Checklist L4 · Indefinite Event · Household medical emergency

Household medical long-term resilience

Long-term household medical resilience — the skills, supplies, relationships, and habits that make a household effectively self-sufficient at the household level of care.

Long-term medical resilience is the household at the standard of care a thoughtful EMT might run from home — not because the household is replacing the medical system, but because the household can hold for the gap between an event and access. The work is real training (not just a course), depth of supplies, a primary-care relationship that knows the household, and habits that catch problems early. This is not a kit. It is a posture about health that runs continuously.

The load-bearing domains

What this combination actually depends on

Every event–duration combination weights the nine domains differently. Here are the two or three that decide the outcome for this one.

Health & First Aid

Care when help is far.

The system: routine care that catches problems early, the supplies for any household-level event, the medications with long buffers.

The health & first aid domain →

Skills

Knowledge that travels.

Real training: Wilderness First Aid or Wilderness EMT for at least one household member, current Stop-the-Bleed for all adults, refresher cadence on a calendar.

The skills domain →

Documents & Finance

Paper trails matter.

A current binder per member, telehealth pre-authorized, specialist relationships maintained. Documentation runs the long-duration plan.

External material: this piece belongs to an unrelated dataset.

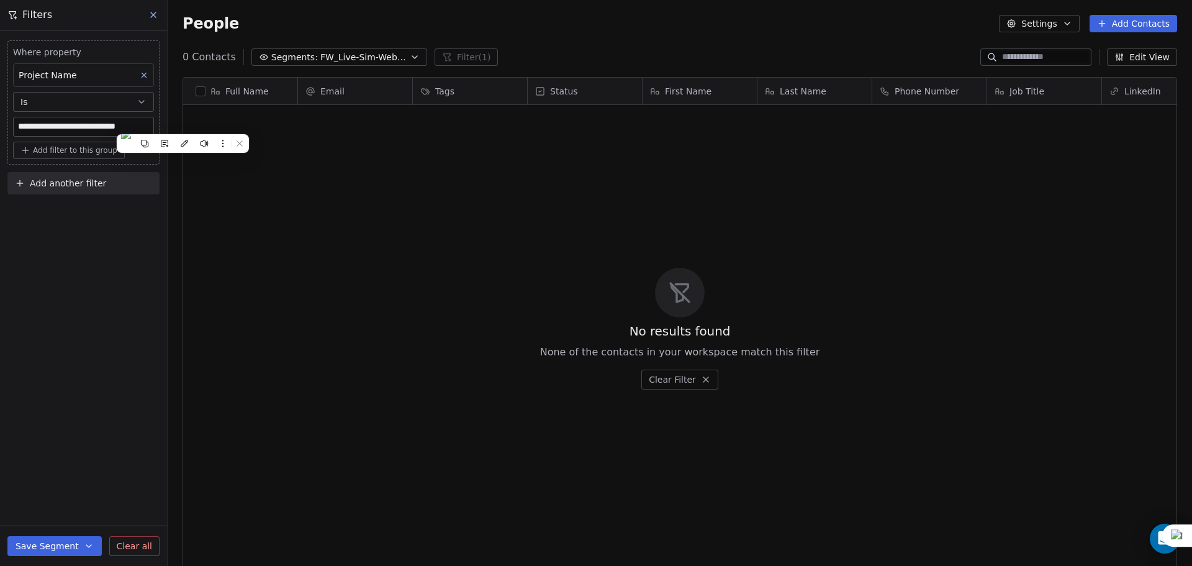 Image resolution: width=1192 pixels, height=566 pixels. Describe the element at coordinates (355, 91) in the screenshot. I see `div: Email` at that location.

The documents & finance domain →

The long-term resilience list

Check items off as you go. Progress is stored in your browser only — nothing is uploaded. Hit Print for a clean paper copy or Reset to start over.

0 of 10 completeitems complete

Your progress is saved in this browser only — nothing is uploaded. Clear it any time with Reset, or hit Print for a clean paper copy.

Common questions

Questions that come up

What's the difference between First Aid, Wilderness First Aid, and Wilderness EMT?

First Aid is short-duration urban care — keep someone alive until EMS arrives in 15 minutes. Wilderness First Aid (16 hours) covers care for hours to a day when professional help is delayed. Wilderness EMT (80–200 hours) covers multi-day care in austere settings — the right credential for a household that wants meaningful self-sufficiency at the household level of care. NOLS, SOLO, and WMI are the standard providers.

Is a direct primary care relationship worth the cost?

For households that prioritize medical resilience, often yes. DPC practices charge a flat monthly fee ($100–200/adult typically), include unlimited visits, accept calls and texts directly to the physician, often dispense common medications at near-cost, and can write urgent prescriptions without the gatekeeping of an insurance-based practice. The relationship is the asset — a doctor who knows you and is reachable when you need them.

How do I keep an advanced first-aid kit current without it expiring out?

Maintain a logbook with expiration dates for everything in the kit. Set a calendar reminder for the earliest expiration each year. Replace consumables on their schedule; replace medications before they expire. Use a tiered approach — sterile components on the longest cycle, OTC medications on the shortest. Audit twice a year; rotate the OTC components through household use to avoid waste.

Run the numbers

How much water and food, exactly, for this duration

The list above tells you what to stock. The calculators below tell you how much — sized to your household and this duration. The calculator matrix stops at 3 months; for long-term planning, treat the 3-month numbers as the per-quarter baseline.